By Candice Zachariahs
Aug. 14 (Bloomberg) -- The New Zealand dollar gained the most in four weeks against the U.S. currency and four months versus the Japanese yen after a technical indicator showed the currency's recent decline may have been overdone.
The kiwi, as the currency is called, has dropped 7.7 percent against the dollar and 4.8 percent against the yen over the past month. The local dollar slid after the Reserve Bank of New Zealand reduced its benchmark rate to 8 percent on July 24 and said further cuts were likely.
``It's a signal that a low is in and that the market should reverse after trending, in this case, lower for the past few weeks,'' said Shaun Osborne, chief currency strategist at TD Securities Inc. in Toronto. ``The New Zealand dollar looks like it's potentially going to bounce quite hard.''
New Zealand's currency strengthened 1 percent to 70.27 U.S. cents at 8:43 a.m. in Wellington, from 69.56 cents in late Asian trading yesterday. It gained 1.6 percent to 77.01 yen, from 75.8 yesterday.

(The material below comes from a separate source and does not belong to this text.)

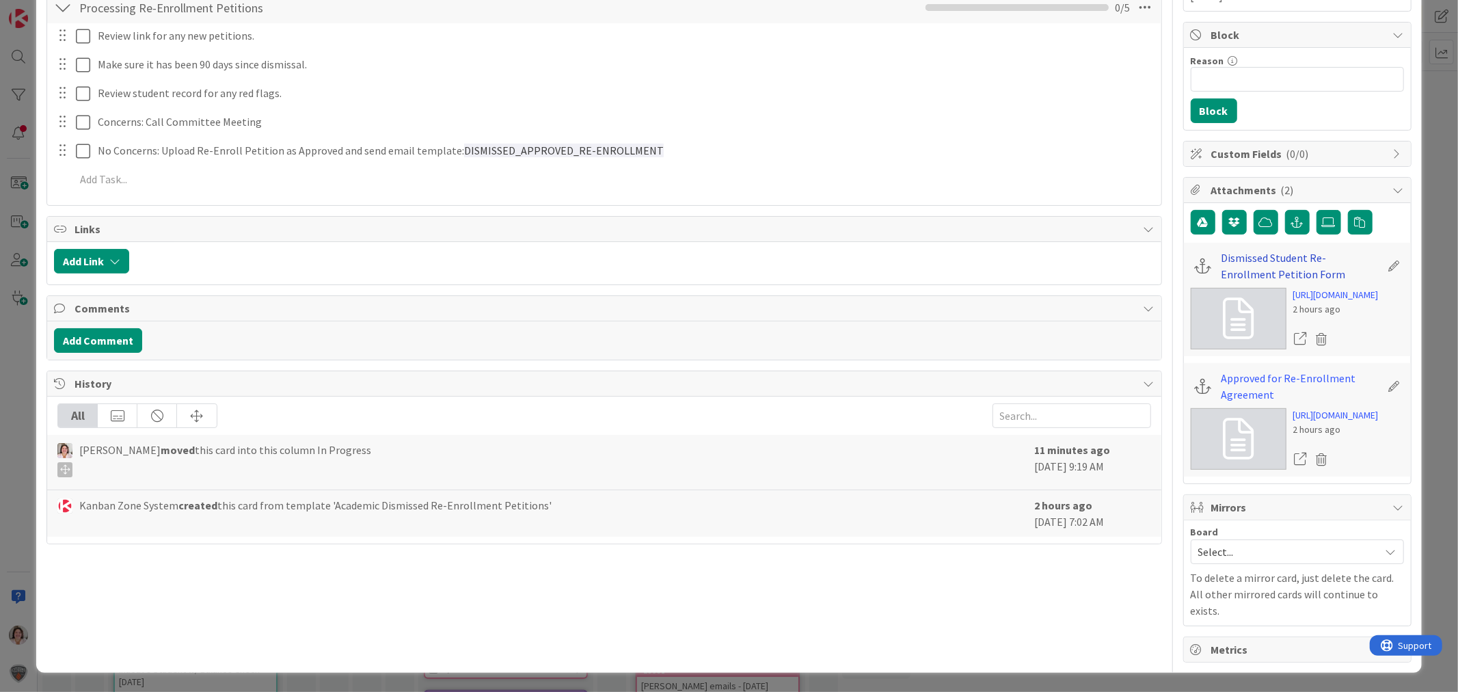 Image resolution: width=1458 pixels, height=692 pixels. I want to click on img: EW, so click(65, 451).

The kiwi's 14-day relative strength index against the dollar fell to 26.6. A reading below 30 suggests a change in price direction is imminent.
New Zealand's dollar was the second-worst performer against the U.S. dollar among the 16 most-traded currencies over the past month, after the Australian currency. Investors have increased bets that the Reserve Bank will reduce the benchmark rate by 1.49 percentage points over the next 12 months, according to a Credit Suisse Group index based on overnight swaps trading yesterday.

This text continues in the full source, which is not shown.